- This event has passed.
CS47 – The Need for Monarch Waystations
June 21, 2023 @ 1:45 pm - 2:45 pm
How can you not love a tiny, gorgeous creature that flies from Mexico to Canada to keep its species on the Earth? Monarch butterflies are one of our most iconic insects. And they need our help. Join this entertaining speaker and outstanding scientist and learn how you can help.
- Habitat loss and climate change is a double whammy that monarch butterflies face.
- You can help by creating Monarch Waystations (monarch habitats) in home gardens, at schools, businesses, parks, zoos, nature centers, along roadsides, and on other unused plots of land.
- Monarch Waystations provide resources necessary for monarchs to produce successive generations to sustain their migration. Without milkweeds, monarchs are not be able to produce the numbers that culminate in the migration each fall. Similarly, without nectar from flowers, these fall migratory butterflies are unable to make their long journey to overwintering grounds in Mexico.
- Improving life for the monarch improves life for all pollinators.
Dr. Orley “Chip” Taylor is an insect ecologist. A champion of monarchs, he founded Monarch Watch (monarchwatch.org) in 1992, an outreach program for education, research, and conservation for monarch butterflies. Monarch Watch has tagged over two million monarchs so they can study their migration habits. The organization has done more to enlighten the world about the unique charms and challenges of the monarch butterfly migration than any other. In 2005, he created the Monarch Waystation program because habitats for monarchs are declining at a rate of 6,000 acres a day in the U.S. Dr. Taylor continues to mobilize citizen science and gardening support to restore the habitat needed to preserve this species.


_What to do_
Please print each record below exactly as it is written.

_Given records_

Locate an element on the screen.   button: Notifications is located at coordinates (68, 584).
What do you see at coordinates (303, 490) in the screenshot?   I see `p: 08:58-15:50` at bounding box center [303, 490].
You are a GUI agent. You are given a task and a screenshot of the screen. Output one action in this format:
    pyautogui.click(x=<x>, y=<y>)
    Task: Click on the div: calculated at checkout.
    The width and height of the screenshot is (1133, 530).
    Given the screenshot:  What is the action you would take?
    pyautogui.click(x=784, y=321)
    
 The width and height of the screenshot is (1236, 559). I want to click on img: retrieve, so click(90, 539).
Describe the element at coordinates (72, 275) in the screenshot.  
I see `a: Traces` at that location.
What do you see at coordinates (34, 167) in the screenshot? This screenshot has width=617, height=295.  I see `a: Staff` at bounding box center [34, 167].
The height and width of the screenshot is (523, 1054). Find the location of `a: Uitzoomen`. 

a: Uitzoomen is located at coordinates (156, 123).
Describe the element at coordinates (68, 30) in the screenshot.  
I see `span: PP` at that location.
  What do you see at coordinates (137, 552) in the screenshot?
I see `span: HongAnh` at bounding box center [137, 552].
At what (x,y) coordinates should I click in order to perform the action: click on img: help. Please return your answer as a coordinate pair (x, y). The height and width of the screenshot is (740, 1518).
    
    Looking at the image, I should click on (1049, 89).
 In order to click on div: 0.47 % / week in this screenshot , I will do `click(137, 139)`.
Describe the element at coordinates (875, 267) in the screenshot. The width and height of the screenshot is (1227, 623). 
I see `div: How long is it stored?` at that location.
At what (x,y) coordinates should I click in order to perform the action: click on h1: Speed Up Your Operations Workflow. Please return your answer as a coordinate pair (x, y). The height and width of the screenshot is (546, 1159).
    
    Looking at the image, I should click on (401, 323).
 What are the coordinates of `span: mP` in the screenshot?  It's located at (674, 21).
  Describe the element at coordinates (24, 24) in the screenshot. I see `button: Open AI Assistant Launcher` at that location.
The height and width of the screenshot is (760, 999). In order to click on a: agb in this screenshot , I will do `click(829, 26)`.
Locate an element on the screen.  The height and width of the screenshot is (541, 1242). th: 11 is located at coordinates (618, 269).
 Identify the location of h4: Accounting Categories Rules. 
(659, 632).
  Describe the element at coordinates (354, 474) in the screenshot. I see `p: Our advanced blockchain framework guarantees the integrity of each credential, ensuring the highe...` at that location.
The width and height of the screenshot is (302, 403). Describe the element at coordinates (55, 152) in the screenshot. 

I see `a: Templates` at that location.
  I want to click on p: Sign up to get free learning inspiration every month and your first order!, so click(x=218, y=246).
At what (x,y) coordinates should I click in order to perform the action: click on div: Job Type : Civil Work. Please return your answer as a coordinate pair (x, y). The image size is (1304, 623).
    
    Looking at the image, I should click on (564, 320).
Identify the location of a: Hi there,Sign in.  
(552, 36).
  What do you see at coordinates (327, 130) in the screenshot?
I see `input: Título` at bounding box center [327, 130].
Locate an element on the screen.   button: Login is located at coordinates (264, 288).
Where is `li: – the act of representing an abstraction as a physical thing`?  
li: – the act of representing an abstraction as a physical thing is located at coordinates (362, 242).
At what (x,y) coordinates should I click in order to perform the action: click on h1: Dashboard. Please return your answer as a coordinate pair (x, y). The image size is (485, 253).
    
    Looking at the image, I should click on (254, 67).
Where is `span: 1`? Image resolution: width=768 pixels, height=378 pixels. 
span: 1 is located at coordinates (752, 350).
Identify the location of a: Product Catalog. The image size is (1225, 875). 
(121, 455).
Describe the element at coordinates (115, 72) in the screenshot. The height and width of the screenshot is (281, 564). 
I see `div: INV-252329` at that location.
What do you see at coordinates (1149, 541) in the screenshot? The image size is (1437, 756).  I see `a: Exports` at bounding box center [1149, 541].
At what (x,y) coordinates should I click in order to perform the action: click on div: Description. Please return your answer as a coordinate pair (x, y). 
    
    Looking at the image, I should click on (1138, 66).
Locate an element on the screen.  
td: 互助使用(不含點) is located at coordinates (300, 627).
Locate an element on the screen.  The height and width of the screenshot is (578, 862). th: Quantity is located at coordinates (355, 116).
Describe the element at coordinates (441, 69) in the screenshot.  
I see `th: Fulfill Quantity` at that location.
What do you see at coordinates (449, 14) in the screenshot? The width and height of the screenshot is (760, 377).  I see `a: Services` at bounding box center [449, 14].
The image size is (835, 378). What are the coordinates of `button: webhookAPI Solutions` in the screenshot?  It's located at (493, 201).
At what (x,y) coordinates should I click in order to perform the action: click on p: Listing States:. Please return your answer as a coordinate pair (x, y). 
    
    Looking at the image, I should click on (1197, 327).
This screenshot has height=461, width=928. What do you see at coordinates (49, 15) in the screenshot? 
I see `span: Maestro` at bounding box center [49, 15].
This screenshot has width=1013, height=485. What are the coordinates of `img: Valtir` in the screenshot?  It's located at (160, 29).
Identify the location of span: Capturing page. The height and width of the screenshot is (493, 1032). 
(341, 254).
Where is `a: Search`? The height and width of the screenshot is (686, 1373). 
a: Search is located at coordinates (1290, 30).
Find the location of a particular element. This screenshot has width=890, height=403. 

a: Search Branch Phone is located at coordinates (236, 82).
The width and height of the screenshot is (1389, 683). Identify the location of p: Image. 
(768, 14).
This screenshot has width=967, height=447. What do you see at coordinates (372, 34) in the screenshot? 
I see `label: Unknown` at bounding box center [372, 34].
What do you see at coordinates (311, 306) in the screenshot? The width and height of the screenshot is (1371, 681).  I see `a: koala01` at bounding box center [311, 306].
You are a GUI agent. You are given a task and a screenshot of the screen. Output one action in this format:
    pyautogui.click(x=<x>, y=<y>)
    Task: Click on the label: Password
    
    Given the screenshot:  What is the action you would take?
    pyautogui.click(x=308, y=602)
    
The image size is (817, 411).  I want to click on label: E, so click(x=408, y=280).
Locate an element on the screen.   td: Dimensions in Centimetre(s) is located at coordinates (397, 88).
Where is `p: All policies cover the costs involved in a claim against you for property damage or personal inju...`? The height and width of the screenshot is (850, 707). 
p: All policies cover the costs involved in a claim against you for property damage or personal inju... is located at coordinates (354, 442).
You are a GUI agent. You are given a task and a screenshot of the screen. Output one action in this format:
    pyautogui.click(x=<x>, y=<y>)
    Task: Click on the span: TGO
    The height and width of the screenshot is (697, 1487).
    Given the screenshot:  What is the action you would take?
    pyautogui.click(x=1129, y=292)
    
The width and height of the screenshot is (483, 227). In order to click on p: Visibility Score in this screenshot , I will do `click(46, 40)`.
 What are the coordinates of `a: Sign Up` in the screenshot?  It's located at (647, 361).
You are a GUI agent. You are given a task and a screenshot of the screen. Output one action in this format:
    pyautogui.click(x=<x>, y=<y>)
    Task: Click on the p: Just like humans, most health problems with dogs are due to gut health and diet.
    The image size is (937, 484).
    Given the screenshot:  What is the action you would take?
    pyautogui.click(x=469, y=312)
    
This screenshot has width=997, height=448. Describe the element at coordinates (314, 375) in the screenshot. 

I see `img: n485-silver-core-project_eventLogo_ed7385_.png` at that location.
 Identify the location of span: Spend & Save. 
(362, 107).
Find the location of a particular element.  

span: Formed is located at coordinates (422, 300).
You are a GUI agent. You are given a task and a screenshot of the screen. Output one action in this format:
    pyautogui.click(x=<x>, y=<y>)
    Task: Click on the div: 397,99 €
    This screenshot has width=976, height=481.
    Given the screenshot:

_Exercise answer_
Locate an element on the screen.   button: Notifications is located at coordinates (68, 584).
What do you see at coordinates (303, 490) in the screenshot?   I see `p: 08:58-15:50` at bounding box center [303, 490].
You are a GUI agent. You are given a task and a screenshot of the screen. Output one action in this format:
    pyautogui.click(x=<x>, y=<y>)
    Task: Click on the div: calculated at checkout.
    The width and height of the screenshot is (1133, 530).
    Given the screenshot:  What is the action you would take?
    pyautogui.click(x=784, y=321)
    
 The width and height of the screenshot is (1236, 559). I want to click on img: retrieve, so click(90, 539).
Describe the element at coordinates (72, 275) in the screenshot.  
I see `a: Traces` at that location.
What do you see at coordinates (34, 167) in the screenshot? This screenshot has width=617, height=295.  I see `a: Staff` at bounding box center [34, 167].
The height and width of the screenshot is (523, 1054). Find the location of `a: Uitzoomen`. 

a: Uitzoomen is located at coordinates (156, 123).
Describe the element at coordinates (68, 30) in the screenshot.  
I see `span: PP` at that location.
  What do you see at coordinates (137, 552) in the screenshot?
I see `span: HongAnh` at bounding box center [137, 552].
At what (x,y) coordinates should I click in order to perform the action: click on img: help. Please return your answer as a coordinate pair (x, y). The height and width of the screenshot is (740, 1518).
    
    Looking at the image, I should click on (1049, 89).
 In order to click on div: 0.47 % / week in this screenshot , I will do `click(137, 139)`.
Describe the element at coordinates (875, 267) in the screenshot. The width and height of the screenshot is (1227, 623). 
I see `div: How long is it stored?` at that location.
At what (x,y) coordinates should I click in order to perform the action: click on h1: Speed Up Your Operations Workflow. Please return your answer as a coordinate pair (x, y). The height and width of the screenshot is (546, 1159).
    
    Looking at the image, I should click on (401, 323).
 What are the coordinates of `span: mP` in the screenshot?  It's located at (674, 21).
  Describe the element at coordinates (24, 24) in the screenshot. I see `button: Open AI Assistant Launcher` at that location.
The height and width of the screenshot is (760, 999). In order to click on a: agb in this screenshot , I will do `click(829, 26)`.
Locate an element on the screen.  The height and width of the screenshot is (541, 1242). th: 11 is located at coordinates (618, 269).
 Identify the location of h4: Accounting Categories Rules. 
(659, 632).
  Describe the element at coordinates (354, 474) in the screenshot. I see `p: Our advanced blockchain framework guarantees the integrity of each credential, ensuring the highe...` at that location.
The width and height of the screenshot is (302, 403). Describe the element at coordinates (55, 152) in the screenshot. 

I see `a: Templates` at that location.
  I want to click on p: Sign up to get free learning inspiration every month and your first order!, so click(x=218, y=246).
At what (x,y) coordinates should I click in order to perform the action: click on div: Job Type : Civil Work. Please return your answer as a coordinate pair (x, y). The image size is (1304, 623).
    
    Looking at the image, I should click on (564, 320).
Identify the location of a: Hi there,Sign in.  
(552, 36).
  What do you see at coordinates (327, 130) in the screenshot?
I see `input: Título` at bounding box center [327, 130].
Locate an element on the screen.   button: Login is located at coordinates (264, 288).
Where is `li: – the act of representing an abstraction as a physical thing`?  
li: – the act of representing an abstraction as a physical thing is located at coordinates (362, 242).
At what (x,y) coordinates should I click in order to perform the action: click on h1: Dashboard. Please return your answer as a coordinate pair (x, y). The image size is (485, 253).
    
    Looking at the image, I should click on (254, 67).
Where is `span: 1`? Image resolution: width=768 pixels, height=378 pixels. 
span: 1 is located at coordinates (752, 350).
Identify the location of a: Product Catalog. The image size is (1225, 875). 
(121, 455).
Describe the element at coordinates (115, 72) in the screenshot. The height and width of the screenshot is (281, 564). 
I see `div: INV-252329` at that location.
What do you see at coordinates (1149, 541) in the screenshot? The image size is (1437, 756).  I see `a: Exports` at bounding box center [1149, 541].
At what (x,y) coordinates should I click in order to perform the action: click on div: Description. Please return your answer as a coordinate pair (x, y). 
    
    Looking at the image, I should click on (1138, 66).
Locate an element on the screen.  
td: 互助使用(不含點) is located at coordinates (300, 627).
Locate an element on the screen.  The height and width of the screenshot is (578, 862). th: Quantity is located at coordinates (355, 116).
Describe the element at coordinates (441, 69) in the screenshot.  
I see `th: Fulfill Quantity` at that location.
What do you see at coordinates (449, 14) in the screenshot? The width and height of the screenshot is (760, 377).  I see `a: Services` at bounding box center [449, 14].
The image size is (835, 378). What are the coordinates of `button: webhookAPI Solutions` in the screenshot?  It's located at (493, 201).
At what (x,y) coordinates should I click in order to perform the action: click on p: Listing States:. Please return your answer as a coordinate pair (x, y). 
    
    Looking at the image, I should click on (1197, 327).
This screenshot has height=461, width=928. What do you see at coordinates (49, 15) in the screenshot? 
I see `span: Maestro` at bounding box center [49, 15].
This screenshot has width=1013, height=485. What are the coordinates of `img: Valtir` in the screenshot?  It's located at (160, 29).
Identify the location of span: Capturing page. The height and width of the screenshot is (493, 1032). 
(341, 254).
Where is `a: Search`? The height and width of the screenshot is (686, 1373). 
a: Search is located at coordinates (1290, 30).
Find the location of a particular element. This screenshot has width=890, height=403. 

a: Search Branch Phone is located at coordinates (236, 82).
The width and height of the screenshot is (1389, 683). Identify the location of p: Image. 
(768, 14).
This screenshot has width=967, height=447. What do you see at coordinates (372, 34) in the screenshot? 
I see `label: Unknown` at bounding box center [372, 34].
What do you see at coordinates (311, 306) in the screenshot? The width and height of the screenshot is (1371, 681).  I see `a: koala01` at bounding box center [311, 306].
You are a GUI agent. You are given a task and a screenshot of the screen. Output one action in this format:
    pyautogui.click(x=<x>, y=<y>)
    Task: Click on the label: Password
    
    Given the screenshot:  What is the action you would take?
    pyautogui.click(x=308, y=602)
    
The image size is (817, 411).  I want to click on label: E, so click(x=408, y=280).
Locate an element on the screen.   td: Dimensions in Centimetre(s) is located at coordinates (397, 88).
Where is `p: All policies cover the costs involved in a claim against you for property damage or personal inju...`? The height and width of the screenshot is (850, 707). 
p: All policies cover the costs involved in a claim against you for property damage or personal inju... is located at coordinates (354, 442).
You are a GUI agent. You are given a task and a screenshot of the screen. Output one action in this format:
    pyautogui.click(x=<x>, y=<y>)
    Task: Click on the span: TGO
    The height and width of the screenshot is (697, 1487).
    Given the screenshot:  What is the action you would take?
    pyautogui.click(x=1129, y=292)
    
The width and height of the screenshot is (483, 227). In order to click on p: Visibility Score in this screenshot , I will do `click(46, 40)`.
 What are the coordinates of `a: Sign Up` in the screenshot?  It's located at (647, 361).
You are a GUI agent. You are given a task and a screenshot of the screen. Output one action in this format:
    pyautogui.click(x=<x>, y=<y>)
    Task: Click on the p: Just like humans, most health problems with dogs are due to gut health and diet.
    The image size is (937, 484).
    Given the screenshot:  What is the action you would take?
    pyautogui.click(x=469, y=312)
    
This screenshot has width=997, height=448. Describe the element at coordinates (314, 375) in the screenshot. 

I see `img: n485-silver-core-project_eventLogo_ed7385_.png` at that location.
 Identify the location of span: Spend & Save. 
(362, 107).
Find the location of a particular element.  

span: Formed is located at coordinates (422, 300).
You are a GUI agent. You are given a task and a screenshot of the screen. Output one action in this format:
    pyautogui.click(x=<x>, y=<y>)
    Task: Click on the div: 397,99 €
    This screenshot has width=976, height=481.
    Given the screenshot:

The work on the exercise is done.